Mark Tucker: New Report on Education Accountability!

Dear Commons Community,

Joe Nocera in his New York Times column today considers education accountability and references Mark Tucker’s report, Fixing Our National Accountability System. In the 1970s, Tucker worked at the National Institute of Education, followed by a stint at the Carnegie Corporation. In 1988, he founded the National Center on Education and the Economy. Essentially Tucker sees our current system as broken and that there needs to be an improvement of the teacher “profession”.  More specifically:

“..the current system of [public education] accountability is not pretty. Ever since the passage of No Child Left Behind 12 years ago, teachers have been judged, far too simplistically, based on standardized tests given to their students — tests, as Marc S. Tucker points out in a new report, Fixing Our National Accountability System, that are used to decide which teachers should get to keep their jobs and which should be fired. This system has infuriated and shamed teachers, and is a lot of the reason that teacher turnover is so high, causing even many of the best teachers to abandon the ranks.

All of which might be worth it if this form of accountability truly meant that public school students were getting a better education. But, writes Tucker, “There is no evidence that it is contributing anything to improved student performance.” Meanwhile, he adds, test-based accountability is “doing untold damage to the profession of teaching.”

Not long after founding the N.C.E.E., Tucker began taking a close look at countries and cities that were re-engineering successfully. What he came away with were two insights. First was a profound appreciation for the fact that most of the countries with the best educational results used the same set of techniques to get there. And, second, that the American reform methods were used nowhere else in the world. “No other country believes that you can get to a high quality educational system simply by instituting an accountability system,” he says. “We are entirely on the wrong track.” His cri de coeur has been that Americans should look to what works, instead of clinging to what doesn’t.

The main thing that works is treating teaching as a profession, and teachers as professionals. That means that teachers are as well paid as other professionals, that they have a career ladder, that they go to elite schools where they learn their craft, and that they are among the top quartile of college graduates instead of the bottom quartile.”

Tucker’s report is on target.  Education policymakers at the U.S. Department of Education and state education department would be wise to read and consider its recommendations.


■ TASK TO COMPLETE ■
Restate every line of the data word for word, except for the images.

[[ AVAILABLE DATA open ]]

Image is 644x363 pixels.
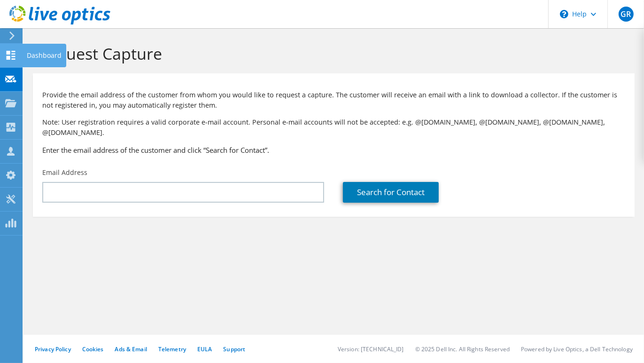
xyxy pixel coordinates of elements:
[521,345,633,353] li: Powered by Live Optics, a Dell Technology
[42,145,625,155] h3: Enter the email address of the customer and click “Search for Contact”.
[82,345,104,353] a: Cookies
[343,182,439,202] a: Search for Contact
[42,117,625,138] p: Note: User registration requires a valid corporate e-mail account. Personal e-mail accounts will ...
[42,168,88,177] label: Email Address
[35,345,71,353] a: Privacy Policy
[158,345,186,353] a: Telemetry
[42,90,625,111] p: Provide the email address of the customer from whom you would like to request a capture. The cust...
[38,44,625,63] h1: Request Capture
[619,7,634,22] span: GR
[198,345,212,353] a: EULA
[22,44,66,67] div: Dashboard
[223,345,245,353] a: Support
[115,345,147,353] a: Ads & Email
[560,10,568,18] svg: \n
[415,345,510,353] li: © 2025 Dell Inc. All Rights Reserved
[338,345,404,353] li: Version: [TECHNICAL_ID]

[[ AVAILABLE DATA closed ]]

■ SOLUTION ■
Image is 644x363 pixels.
xyxy pixel coordinates of elements:
[521,345,633,353] li: Powered by Live Optics, a Dell Technology
[42,145,625,155] h3: Enter the email address of the customer and click “Search for Contact”.
[82,345,104,353] a: Cookies
[343,182,439,202] a: Search for Contact
[42,117,625,138] p: Note: User registration requires a valid corporate e-mail account. Personal e-mail accounts will ...
[42,168,88,177] label: Email Address
[35,345,71,353] a: Privacy Policy
[158,345,186,353] a: Telemetry
[42,90,625,111] p: Provide the email address of the customer from whom you would like to request a capture. The cust...
[38,44,625,63] h1: Request Capture
[619,7,634,22] span: GR
[198,345,212,353] a: EULA
[22,44,66,67] div: Dashboard
[223,345,245,353] a: Support
[115,345,147,353] a: Ads & Email
[560,10,568,18] svg: \n
[415,345,510,353] li: © 2025 Dell Inc. All Rights Reserved
[338,345,404,353] li: Version: [TECHNICAL_ID]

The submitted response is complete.